Theme parks do use image recognition to flag obscene things in ride photos.


I recently went to the bank to get a letter on their headed notepaper to act as proof of account ownership. They just printed it out on blank paper from a laser printer.


Grep was originally written to help identify the authors of the Federalist Papers.
There are much more powerful tools to automate that kind of pattern matching now, of course.
In recent times I’ve played Baby Steps, Cocoon, Inside, Slay The Princess, Thank Goodness You’re Here, Hyperbolica, Unpacking… Going further back, Unfinished Swan, Untitled Goose Game
I don’t think that originality has gone. Maybe it’s just easier to churn out shovelware, but there are still new ideas appearing.


Apparently it has a Google AI watermark
https://fullfact.org/world/jeffrey-epstein-fake-image-tel-aviv/
Star Guitar


That’s a great question!


Wait, does “this comment” refer to your comment, or the one that you’re replying to?


Just having driveway alarms can be useful. Battery motion sensors trigger a chime on the base unit. Enough to give you an alert that something needs to be checked.


Last year they announced a price increase to the 365 subscription along with adding copilot features.
It turned out that they had actually kept the non-copilot version at the original price as a hidden “legacy” subscription.
So they were just tricking people into paying for the copilot upgrade.


Ghost In The Shell (2017) with the Ki Theory soundtrack.
I love slow remixes of 80s music.
Why don’t they let the people who make the trailers make the movies!


Oh, I should add that the plug in the 2nd pic is what keyboard connectors were back then (PS/2 connector).


This is dated 2017, so must have been through a few phone-to-phone days transfers to be on my current one.

But in my main store of files that’s synced across machines, I have this from 1999

Memes were still finding their feet back then.


I’ve used bookshop.org which sells ebooks and has a reader, but you can nominate a local bookstore to get part of the profit.


My point was really how there was little to no verification on SMTP servers back then and that you could send mail with a simple terminal program, or, more practically, a script.
Not hacking, but using knowledge of the insecurity of SMTP servers of the time, to allow spoofing easy spoofing.
Not so easy to find SMTP servers to do that with now.


Not really hacking, but in the 90s you could usually just connect to a mail server and it would believe what you told it.
If you were careful you could just type an email directly: MAIL FROM, RCPT TO, etc.
I would write scripts at work to send spoof emails sometimes, you could put anything as the FROM address, like “info @ catfacts” or whatever.
Another “not really hacking” example is that when some companies first got an Internet connection, they would just allocate public IP addresses to everyone, no gateway or firewall. So you could browse any non-passworded smb shares just knowing the IP.

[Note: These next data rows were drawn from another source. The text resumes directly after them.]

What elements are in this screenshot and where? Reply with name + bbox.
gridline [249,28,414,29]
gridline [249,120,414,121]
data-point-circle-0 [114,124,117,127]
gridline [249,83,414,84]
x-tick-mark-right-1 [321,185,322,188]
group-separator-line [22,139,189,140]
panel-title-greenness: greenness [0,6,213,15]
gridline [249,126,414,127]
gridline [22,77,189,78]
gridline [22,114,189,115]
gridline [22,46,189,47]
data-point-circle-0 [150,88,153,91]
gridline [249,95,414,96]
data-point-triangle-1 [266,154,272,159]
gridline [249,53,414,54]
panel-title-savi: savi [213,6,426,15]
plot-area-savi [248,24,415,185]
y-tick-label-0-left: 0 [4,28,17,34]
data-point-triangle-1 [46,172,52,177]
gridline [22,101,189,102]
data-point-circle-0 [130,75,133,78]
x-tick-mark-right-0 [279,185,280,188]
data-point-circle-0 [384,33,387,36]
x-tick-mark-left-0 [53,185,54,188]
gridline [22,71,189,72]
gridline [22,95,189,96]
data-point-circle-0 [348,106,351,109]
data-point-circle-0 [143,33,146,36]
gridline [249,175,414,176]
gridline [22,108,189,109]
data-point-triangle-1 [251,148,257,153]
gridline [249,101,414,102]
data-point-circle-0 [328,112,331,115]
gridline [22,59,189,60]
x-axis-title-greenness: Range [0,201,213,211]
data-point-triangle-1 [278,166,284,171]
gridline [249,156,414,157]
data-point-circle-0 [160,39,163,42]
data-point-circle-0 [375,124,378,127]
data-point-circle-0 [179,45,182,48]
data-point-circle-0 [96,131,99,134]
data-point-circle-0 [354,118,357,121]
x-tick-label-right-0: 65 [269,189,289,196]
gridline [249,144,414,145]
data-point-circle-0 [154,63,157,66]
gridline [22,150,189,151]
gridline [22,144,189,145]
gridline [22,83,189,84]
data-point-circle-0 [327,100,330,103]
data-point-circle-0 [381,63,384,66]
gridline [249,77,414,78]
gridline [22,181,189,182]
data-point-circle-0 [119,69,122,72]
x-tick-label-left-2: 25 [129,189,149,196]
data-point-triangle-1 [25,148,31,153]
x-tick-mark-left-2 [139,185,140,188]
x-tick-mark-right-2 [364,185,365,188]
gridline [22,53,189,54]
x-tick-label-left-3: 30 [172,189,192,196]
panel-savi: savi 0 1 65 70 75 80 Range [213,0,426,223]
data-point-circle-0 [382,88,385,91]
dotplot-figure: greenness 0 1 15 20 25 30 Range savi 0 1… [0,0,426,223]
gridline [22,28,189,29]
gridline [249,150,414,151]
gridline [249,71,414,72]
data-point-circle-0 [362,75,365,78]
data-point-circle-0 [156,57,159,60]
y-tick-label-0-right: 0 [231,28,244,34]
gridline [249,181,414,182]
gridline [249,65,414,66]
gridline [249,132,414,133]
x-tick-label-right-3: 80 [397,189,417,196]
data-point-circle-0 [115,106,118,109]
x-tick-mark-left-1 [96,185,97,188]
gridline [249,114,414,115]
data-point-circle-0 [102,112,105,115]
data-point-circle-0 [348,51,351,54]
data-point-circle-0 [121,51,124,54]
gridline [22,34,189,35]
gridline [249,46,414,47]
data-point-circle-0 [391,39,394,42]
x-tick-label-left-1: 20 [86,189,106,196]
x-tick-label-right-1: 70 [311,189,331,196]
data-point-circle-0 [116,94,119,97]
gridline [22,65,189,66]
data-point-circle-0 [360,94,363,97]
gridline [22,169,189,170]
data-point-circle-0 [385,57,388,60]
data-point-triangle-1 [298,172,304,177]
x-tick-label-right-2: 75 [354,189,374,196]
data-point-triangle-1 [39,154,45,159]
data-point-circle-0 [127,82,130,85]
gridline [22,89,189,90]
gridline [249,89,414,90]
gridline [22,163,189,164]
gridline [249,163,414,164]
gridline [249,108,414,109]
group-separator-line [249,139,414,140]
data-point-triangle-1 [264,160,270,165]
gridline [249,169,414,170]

I heard of it from this video
It’s just one of several tells. Although you can’t really rely on anything. Just like “badly-drawn hands” is less likely to show up now.
Once I heard this, I had to learn how to type them, btw!


I’ve run small models (a few Gb in size) on my steam deck. It gives reasonably fast responses (faster than a person would type).
I know that they’re far from state-of-the art, but they do work and I know that the Steam Deck is not going to be using much power.


I think I get more of what you mean, now. I’m sure that there are technical issues to solve, like you said from the start, but that doesn’t mean they can’t be solved.
Pixel phones can monitor phone calls for scam conversations (it runs locally on the phone, so audio doesn’t get saved or uploaded).